Story by June Morrall
Email June ([email protected])
Gold is the seductress that weaves a spell over those who become obsessed with finding her.
Pulses raced when the official 1888 “Report of the State Mineralogist” listed the discovery of a ledge of quartz, said to contain silver and gold on Ote Durham’s Tunitas Creek ranch.
Speculators were also panning for gold on the glittering black sands of the Denniston Ranch, located about one mile north of Amesport Landing in Miramar. Prospector interest in this beach was maintained for two years when W.R. Welch announced his plans to use a new invention that tested the gold richness of sand. Evidently the gold detector was worth the investment: Welch supposedly found enough of the precioius metal “to yield a good margin of profit.”

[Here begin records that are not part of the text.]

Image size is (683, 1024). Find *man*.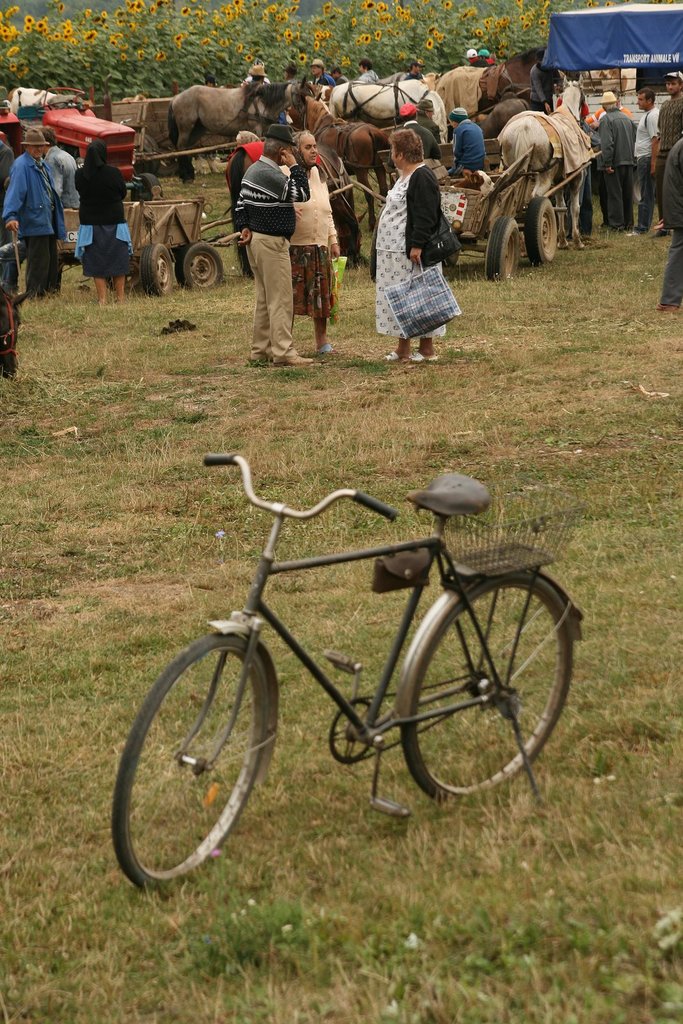
box=[597, 95, 637, 232].
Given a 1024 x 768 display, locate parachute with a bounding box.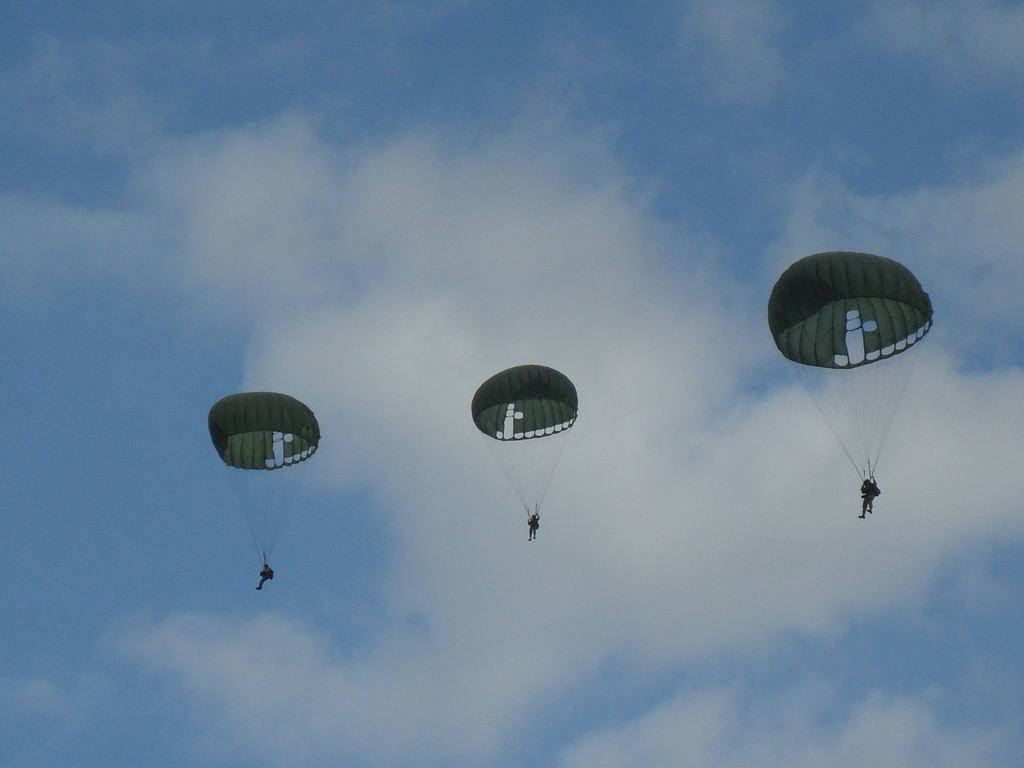
Located: {"left": 769, "top": 252, "right": 934, "bottom": 497}.
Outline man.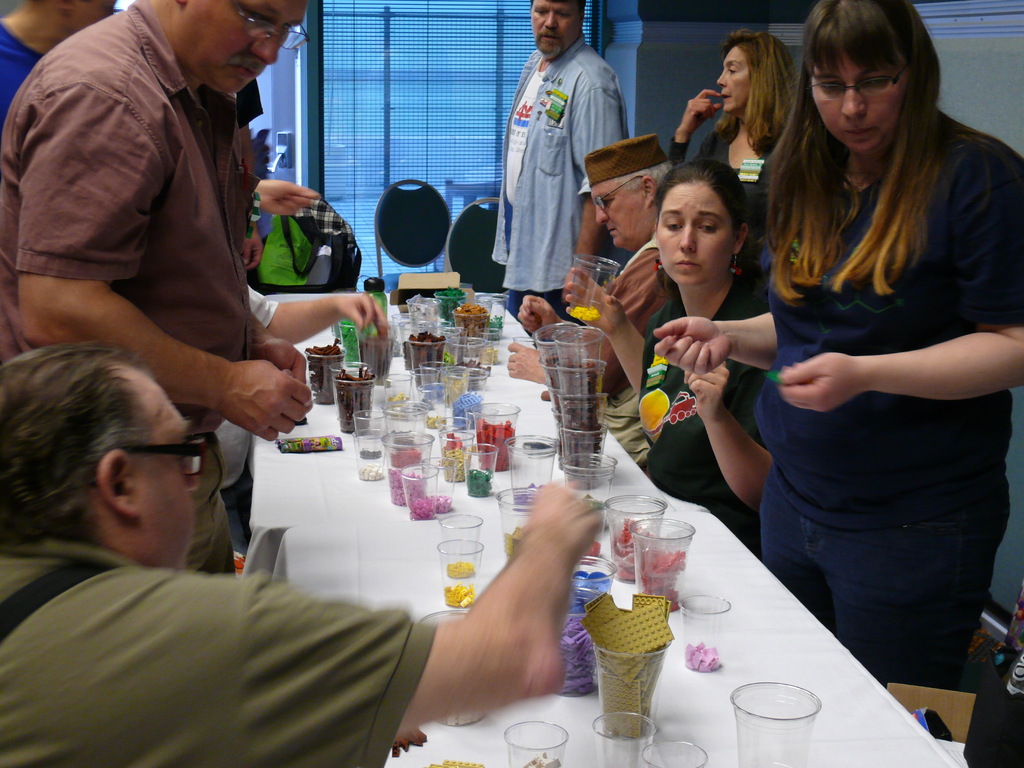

A later edition of the “State Mineralogist” tells us that the source of “the fine gold that trickled down Denniston Creek could probably be traced to the quart veins found in “Montara granite rock.”
In the early 1950s three ounces of gold, one ounce of silver and a small quanity of platinum were said “to have been produced fro placers in the vicinity of Pescadero Beach by small-scale methods.”
In 1913, inquiries swamped the San Mateo County Clerk’s office regarding an alleged cache of gold, said to be worth $300,000, that had been buried somewhere on the old Herling ranch in Half Moon Bay. The Herlings were described as a wealthy, distinguished family from Austria who left their country “under mysterious circumstances.”
The Herlings gold (if it ever actually existed) was never found.